Walking Skipping Dancing Running Jumping Hopping Scooting Sliding Marching Twirling Swaying Crawling
For many children with autism, simply shifting attention back and forth between where one is going and the task of staying beside a moving partner is challenging. In these games, moving together toward a destination is complicated by a variety of challenges. It might be enough of a challenge for your child to simply stay beside you but once your child can do this, there are endless delightful ways to move and things to do along the way. If your child can't stay beside you yet, hold hands or put him or her on your shoulders and try some of these Route Games. Like so many basic game structures, Route Games are limited only by your imagination.
Many children with autism are not so good at staying next to a parent when they are out and about. Moving Together games are fun but they are also intended to help children learn this very important skill. Here is a game that works on walking together: Lay blue painters tape in a route along the floor in two side-by-side rows. Start at one end with your son or daughter and hold hands, saying Walk with me. Using a playful tone of voice, move together all the way along the route at a normal clip and when you get to the end, celebrate this in some way--with a tickle or a treat, a kiss or a twirl. Turn around and do the route again, hand-in-hand. This time, stop at times. Walk fast and then slow and then fast again. Make sure your child stays beside you and reward success at the end of the route. You stayed right beside Mommy! Gradually (over the course of the day or the over a month, depending on your child) let go of your child's hand and expect him or her to stay beside you as you stop and start, go faster or slower, turn this way or that. Reward success. Start over when your child does not stay with you. Go back to holding hands if you need to. Eventually take this game on the road. Walk together, side-by-side, faster and slower, stopping and going on sidewalks and in parks, in shopping malls and in parking lots.
Note: Although I remember teaching children to walk beside me twenty years ago in an early childhood setting, the added elements of intentionally walking faster and slower, stopping and starting--this I learned in an RDI workshop. Making a game of it has become a standard activity in our clinic ever since.
It is a grown-up perspective to think that learning is easier while sitting at a table. Kids believe, correctly, that learning is better while moving. Learning really does occur much quicker and new information is retained better while moving. Besides, kids are more willing learners while moving.

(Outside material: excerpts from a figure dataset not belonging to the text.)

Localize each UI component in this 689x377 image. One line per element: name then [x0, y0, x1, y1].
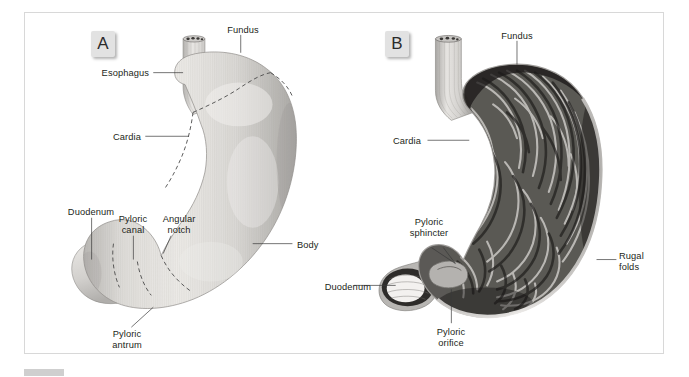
panel-a-illustration: [25, 13, 365, 353]
label-duodenum-b: Duodenum: [293, 282, 371, 293]
label-fundus-b: Fundus: [495, 31, 539, 42]
figure-caption-row: [24, 366, 664, 377]
label-cardia-b: Cardia: [373, 136, 421, 147]
label-angular-notch-a: Angular notch: [155, 214, 203, 235]
figure-caption-tag: [24, 369, 64, 376]
panel-b: B: [365, 13, 665, 353]
label-rugal-folds-b: Rugal folds: [619, 251, 663, 272]
panel-b-illustration: [365, 13, 665, 353]
label-body-a: Body: [297, 240, 347, 251]
label-pyloric-sphincter-b: Pyloric sphincter: [401, 217, 457, 238]
panel-a: A: [25, 13, 365, 353]
label-cardia-a: Cardia: [93, 132, 141, 143]
label-fundus-a: Fundus: [221, 25, 265, 36]
label-pyloric-antrum-a: Pyloric antrum: [101, 329, 153, 350]
label-pyloric-orifice-b: Pyloric orifice: [423, 327, 479, 348]
label-pyloric-canal-a: Pyloric canal: [109, 214, 157, 235]
figure-frame: A: [24, 12, 664, 354]
label-esophagus-a: Esophagus: [83, 68, 149, 79]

The Step On Letters Game is a way to learn the names of letters but the structure of this game can be used to teach the name of anything that you can step on. Pull photos off the Internet and make a game of stepping on zoo animals or vehicle. Put the photos in a plastic sleeve to make them last for more than one game. For that matter, you don't have to step, you can dance on, hop on, twirl on.... For example, if your child knows the letters, teach action words by playing the game. You can say sit on A and then demonstrate by sitting on a different A on the floor. You can cover up letters, jump on letters, go to sleep on letters and so on. If you want to teach numbers, then put numbers on the floor. If you take this game onto the Advanced Level, you can tell your child to step on the picture of a girl who looks sad or sit on the picture of the boy with a red hat on his head.
Step On Letters teaches children about taking turns, giving verbal directions, and taking verbal directions. In other words, Step On Letters is a prototype for a thousand Moving Together Games that you can play to teach anything you want to teach.

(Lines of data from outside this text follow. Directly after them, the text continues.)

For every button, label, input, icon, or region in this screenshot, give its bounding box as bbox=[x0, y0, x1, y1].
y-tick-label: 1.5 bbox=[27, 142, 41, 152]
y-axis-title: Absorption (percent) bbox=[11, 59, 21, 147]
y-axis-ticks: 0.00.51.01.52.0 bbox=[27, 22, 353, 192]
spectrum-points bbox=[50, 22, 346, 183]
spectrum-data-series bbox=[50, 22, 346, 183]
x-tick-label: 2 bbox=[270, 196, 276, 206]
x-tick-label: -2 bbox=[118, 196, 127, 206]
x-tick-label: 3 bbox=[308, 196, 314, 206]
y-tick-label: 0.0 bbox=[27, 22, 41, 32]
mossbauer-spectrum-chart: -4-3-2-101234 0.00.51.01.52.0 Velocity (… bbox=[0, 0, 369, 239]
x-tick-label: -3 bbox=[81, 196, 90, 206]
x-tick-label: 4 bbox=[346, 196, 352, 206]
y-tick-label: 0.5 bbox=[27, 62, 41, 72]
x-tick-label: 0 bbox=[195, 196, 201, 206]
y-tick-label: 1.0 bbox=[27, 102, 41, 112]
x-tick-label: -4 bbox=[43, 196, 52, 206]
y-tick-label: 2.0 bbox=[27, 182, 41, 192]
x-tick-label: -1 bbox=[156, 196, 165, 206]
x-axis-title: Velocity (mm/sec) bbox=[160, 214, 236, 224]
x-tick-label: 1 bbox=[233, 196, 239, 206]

Some of the best moving together games that I know are from the RDI literature and workshops. These games are described very well in the RDI Intervention Books.
I am gradually posting video clips of these games as they are played by kids at my clinic but I still refer you to the RDI Activity Book because it is useful to read all the ways to play the same games and all the reasons to play to play these games.
This is a Moving Together Game I found on You Tube. In the clip here, you can see how the mother has used the moving routine to keep her son engaged for a long period of time.
Notice the use of music, the way they are sharing emotions, and the way that novel language is embedded in the framework of the repeated phrases. All of these things are helping this little boy attend to the language and participate.
A favorite RDI game in our clinic is Hot. I never know how many family members will show up for a session with some of my Kiddos. When I have a large group, I almost always try to get the group to play this game. I sit Grandma, Mom, Dad, and older brother all down on different bean bag chairs with the child on his own or on a bean bag chair with a parent. The bean bag chairs are in a circle. When anyone yells Hot! everyone moves to a new bean bag chair.
Most children love this game. Occasionally, the rapid, chaotic movement where everyone is looking for a new bean bag chair is upsetting to a child. If this is true for your child, move slowly. Move one chair over. Add a song as you move.